An oil storage tank at a natural gas well exploded Friday morning, killing two workers, leaving a third man remarkably uninjured and sparking a smoky well fire that smoldered for hours.
A team of oil- and gas-well firefighting experts flew in from Texas to help local crews figure out how to put out the fire, which was extinguished around 8:30 p.m., officials said.
A three-man crew, employed by a maintenance contractor, was working on oil tanks at the well in Indiana Township when the blast happened at 9:50 a.m., rocketing one of the tanks more than 70 yards into the woods, said Allegheny County Emergency Director Robert Full. Two of the workers were killed.
The exact cause has not been detailed in full, but state officials believe “people were welding at the site and there was an explosion and the well caught fire,” said Helen Humphries, a spokeswoman for the state Department of Environmental Protection.
The resulting fire spewed thick, black smoke and scorched the workers’ truck, melting the tires.
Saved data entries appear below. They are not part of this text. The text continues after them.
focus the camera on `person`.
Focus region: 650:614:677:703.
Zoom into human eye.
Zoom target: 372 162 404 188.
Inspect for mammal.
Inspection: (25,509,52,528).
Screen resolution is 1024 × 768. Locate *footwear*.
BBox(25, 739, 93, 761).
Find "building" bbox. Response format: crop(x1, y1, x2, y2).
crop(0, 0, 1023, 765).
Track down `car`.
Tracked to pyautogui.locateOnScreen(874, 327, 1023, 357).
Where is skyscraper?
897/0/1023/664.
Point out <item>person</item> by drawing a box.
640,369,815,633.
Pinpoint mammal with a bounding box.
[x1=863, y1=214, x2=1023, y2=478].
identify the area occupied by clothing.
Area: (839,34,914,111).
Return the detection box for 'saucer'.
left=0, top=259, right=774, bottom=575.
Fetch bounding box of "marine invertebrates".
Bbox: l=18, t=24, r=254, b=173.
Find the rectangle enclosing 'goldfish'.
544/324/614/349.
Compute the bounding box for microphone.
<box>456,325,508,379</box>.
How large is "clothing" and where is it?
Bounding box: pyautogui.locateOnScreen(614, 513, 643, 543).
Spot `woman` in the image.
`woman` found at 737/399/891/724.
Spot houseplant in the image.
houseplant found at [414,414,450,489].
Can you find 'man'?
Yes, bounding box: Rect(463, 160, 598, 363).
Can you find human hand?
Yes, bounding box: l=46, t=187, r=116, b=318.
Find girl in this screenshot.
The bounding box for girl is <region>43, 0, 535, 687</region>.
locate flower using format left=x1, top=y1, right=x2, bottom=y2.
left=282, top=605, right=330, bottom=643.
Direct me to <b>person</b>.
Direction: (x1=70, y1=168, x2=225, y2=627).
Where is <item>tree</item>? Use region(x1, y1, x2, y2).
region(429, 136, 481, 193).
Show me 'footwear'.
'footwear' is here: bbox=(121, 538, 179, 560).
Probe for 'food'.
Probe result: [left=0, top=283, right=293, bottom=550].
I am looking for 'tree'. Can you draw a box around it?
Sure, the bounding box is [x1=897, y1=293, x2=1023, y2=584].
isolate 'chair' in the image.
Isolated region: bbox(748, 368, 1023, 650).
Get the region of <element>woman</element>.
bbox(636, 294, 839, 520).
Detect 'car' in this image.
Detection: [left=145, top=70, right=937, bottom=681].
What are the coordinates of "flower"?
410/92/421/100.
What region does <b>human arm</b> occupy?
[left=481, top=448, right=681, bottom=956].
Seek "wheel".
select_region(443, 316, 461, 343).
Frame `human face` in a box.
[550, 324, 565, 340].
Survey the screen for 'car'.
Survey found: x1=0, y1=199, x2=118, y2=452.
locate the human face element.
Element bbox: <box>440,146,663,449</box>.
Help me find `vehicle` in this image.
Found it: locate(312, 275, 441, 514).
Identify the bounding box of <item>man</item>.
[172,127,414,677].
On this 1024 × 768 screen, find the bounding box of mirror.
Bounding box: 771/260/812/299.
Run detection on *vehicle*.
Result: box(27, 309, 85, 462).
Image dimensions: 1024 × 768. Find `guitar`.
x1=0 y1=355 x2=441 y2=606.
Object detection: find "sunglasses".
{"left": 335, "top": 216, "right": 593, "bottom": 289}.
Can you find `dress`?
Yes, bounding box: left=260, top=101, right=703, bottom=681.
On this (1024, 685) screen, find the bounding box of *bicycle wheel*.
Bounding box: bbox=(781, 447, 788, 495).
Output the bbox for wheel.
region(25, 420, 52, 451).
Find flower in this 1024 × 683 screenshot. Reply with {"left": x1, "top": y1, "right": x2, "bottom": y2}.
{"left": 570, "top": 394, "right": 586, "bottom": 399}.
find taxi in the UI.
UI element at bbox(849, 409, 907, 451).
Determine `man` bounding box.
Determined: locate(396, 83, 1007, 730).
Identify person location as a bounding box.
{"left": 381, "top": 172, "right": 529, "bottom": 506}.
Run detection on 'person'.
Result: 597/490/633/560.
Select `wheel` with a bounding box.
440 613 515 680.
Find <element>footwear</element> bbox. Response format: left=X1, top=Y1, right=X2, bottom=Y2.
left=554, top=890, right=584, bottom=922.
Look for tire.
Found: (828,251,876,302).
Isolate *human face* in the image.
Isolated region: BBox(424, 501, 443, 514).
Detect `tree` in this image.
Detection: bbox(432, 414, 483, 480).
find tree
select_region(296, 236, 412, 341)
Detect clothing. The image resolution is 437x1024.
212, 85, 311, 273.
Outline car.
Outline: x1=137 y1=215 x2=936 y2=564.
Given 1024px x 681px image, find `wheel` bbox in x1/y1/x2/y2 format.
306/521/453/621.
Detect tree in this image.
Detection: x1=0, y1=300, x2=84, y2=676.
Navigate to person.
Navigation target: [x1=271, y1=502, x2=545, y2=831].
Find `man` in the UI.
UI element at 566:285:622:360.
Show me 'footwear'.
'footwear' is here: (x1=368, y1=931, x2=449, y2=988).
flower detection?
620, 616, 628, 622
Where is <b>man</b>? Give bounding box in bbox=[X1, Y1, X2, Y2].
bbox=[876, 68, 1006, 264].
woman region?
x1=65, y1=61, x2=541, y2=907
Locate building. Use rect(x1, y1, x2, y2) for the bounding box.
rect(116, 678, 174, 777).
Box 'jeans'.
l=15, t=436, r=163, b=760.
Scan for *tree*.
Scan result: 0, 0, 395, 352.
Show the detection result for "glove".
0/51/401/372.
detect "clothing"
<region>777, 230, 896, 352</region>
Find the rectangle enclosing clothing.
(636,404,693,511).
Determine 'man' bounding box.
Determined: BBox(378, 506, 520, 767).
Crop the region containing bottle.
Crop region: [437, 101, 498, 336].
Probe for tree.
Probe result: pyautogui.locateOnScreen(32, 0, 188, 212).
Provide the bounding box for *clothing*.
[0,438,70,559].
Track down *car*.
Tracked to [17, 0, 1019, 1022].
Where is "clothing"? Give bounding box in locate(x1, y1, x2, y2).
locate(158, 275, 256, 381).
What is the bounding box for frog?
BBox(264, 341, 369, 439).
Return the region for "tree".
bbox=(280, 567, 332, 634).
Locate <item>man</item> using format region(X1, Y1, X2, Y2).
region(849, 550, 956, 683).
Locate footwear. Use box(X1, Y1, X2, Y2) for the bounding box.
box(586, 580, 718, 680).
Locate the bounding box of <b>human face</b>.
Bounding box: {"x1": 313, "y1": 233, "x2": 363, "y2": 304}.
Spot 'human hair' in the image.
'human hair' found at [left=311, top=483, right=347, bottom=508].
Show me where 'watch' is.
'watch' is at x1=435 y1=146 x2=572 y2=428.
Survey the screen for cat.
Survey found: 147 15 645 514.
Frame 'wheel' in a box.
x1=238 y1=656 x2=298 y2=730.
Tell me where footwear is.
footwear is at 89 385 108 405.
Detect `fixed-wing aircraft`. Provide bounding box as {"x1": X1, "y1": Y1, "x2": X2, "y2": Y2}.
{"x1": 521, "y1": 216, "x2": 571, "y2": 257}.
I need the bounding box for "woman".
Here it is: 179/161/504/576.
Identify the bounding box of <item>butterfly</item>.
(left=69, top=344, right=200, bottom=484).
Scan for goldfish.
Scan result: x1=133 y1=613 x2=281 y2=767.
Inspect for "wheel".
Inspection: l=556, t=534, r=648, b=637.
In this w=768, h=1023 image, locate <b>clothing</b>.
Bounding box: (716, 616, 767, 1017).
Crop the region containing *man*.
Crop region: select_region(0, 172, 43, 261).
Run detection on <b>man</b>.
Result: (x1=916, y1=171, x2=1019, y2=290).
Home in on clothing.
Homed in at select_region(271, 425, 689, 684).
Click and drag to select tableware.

Some 200 firefighters and rescue personnel responded, dousing the fire with thick, heavy foam.
Firefighters were hindered by the site’s remote location, about 15 miles northeast of Pittsburgh, and the fact that access could be gained only by a single, steep gravel road. As a result, firefighters had to “hand-jack” between 3,000 and 4,000 feet of hose, Full said.
Temperatures over 90 degrees also caused problems, and three firefighters had to be taken to hospitals for heat-related ailments.
A team from Wild Well of Texas flew to Pittsburgh on a charter plane to help put the fire out.
Full said the identities of the victims were not being released immediately, nor the name of their employer. The Allegheny County Medical Examiner was investigating their deaths and autopsies will likely be performed Saturday, a deputy said.
The men worked for a contractor hired by the well’s owner, Monroeville-based Huntley & Huntley Inc., to do maintenance work, Full said.
The well, dubbed Murray Heirs No. 6, is shallow _ about 3,500 feet deep _ and was drilled in May 2008 and was still producing gas, Humphries said. The well required no crew to produce natural gas, but crews sometimes went there to maintain or repair it, she said.
Full explained that shallow wells often bring up a small amount of oil along with the natural gas they produce. The tank that exploded, about 12 feet high and 8 feet in diameter, was used to store that oil, not natural gas, Full said. Firefighters were dousing another oil tank like it to lessen the chance that it would burn or explode, he said.
Humphries had said environmental officials won’t be able to determine any impact on the area until after the fire is extinguished.
Travis Novak, a 16-year-old who lives about a half-mile away, said he was sleeping when he was awakened by the explosion. “Then I got up and looked and heard another loud explosion,” he said.
The teenager said he and his friend Cory Drischler, 14, walked toward the site and saw “smoke just pouring out of the woods and then a loud bang. You could hear this loud noise like the gas was rushing down the hill.”
Huntley & Huntley operates 389 gas wells in the state, according to DEP figures, and is also active in Oklahoma. President Keith N. Mangini said in statement released Friday night that the company “will undertake a full investigation and cooperate fully with authorities.”
“Our deepest sympathies and heartfelt prayers are with the families of the victims of this accident,” Mangini said.
Humphries said the privately held company does not have a record of violations.
The accident is the latest misfortune to strike the region’s burgeoning natural gas industry.
Last month, a well in north-central Pennsylvania without proper pressure-control systems exploded as a crew was preparing to hook it up to a pipeline. No one was injured.
A few days later, seven people were injured in a rig explosion in West Virginia’s Northern Panhandle when the drilling crew struck a pocket of methane gas while sinking a natural gas well through an abandoned coal mine.
In May, a worker at a Susquehanna County drilling site was killed when he was hit on the head by a pipe, a death that the coroner ruled an accident.
DEP Secretary John Hanger said in an e-mail that the well where the accident occurred Friday is not part of the lucrative Marcellus Shale, a rock formation that drillers began tapping about two years ago.
As of 2007, Pennsylvania had more than 65,000 producing oil and gas wells, the vast majority of them drilled no deeper than 3,000 feet into the shallow sands underneath western Pennsylvania. The DEP estimates that as many as 350,000 wells have been drilled in the state going back to 1859.
Associated Press writer Marc Levy in Harrisburg contributed to this report.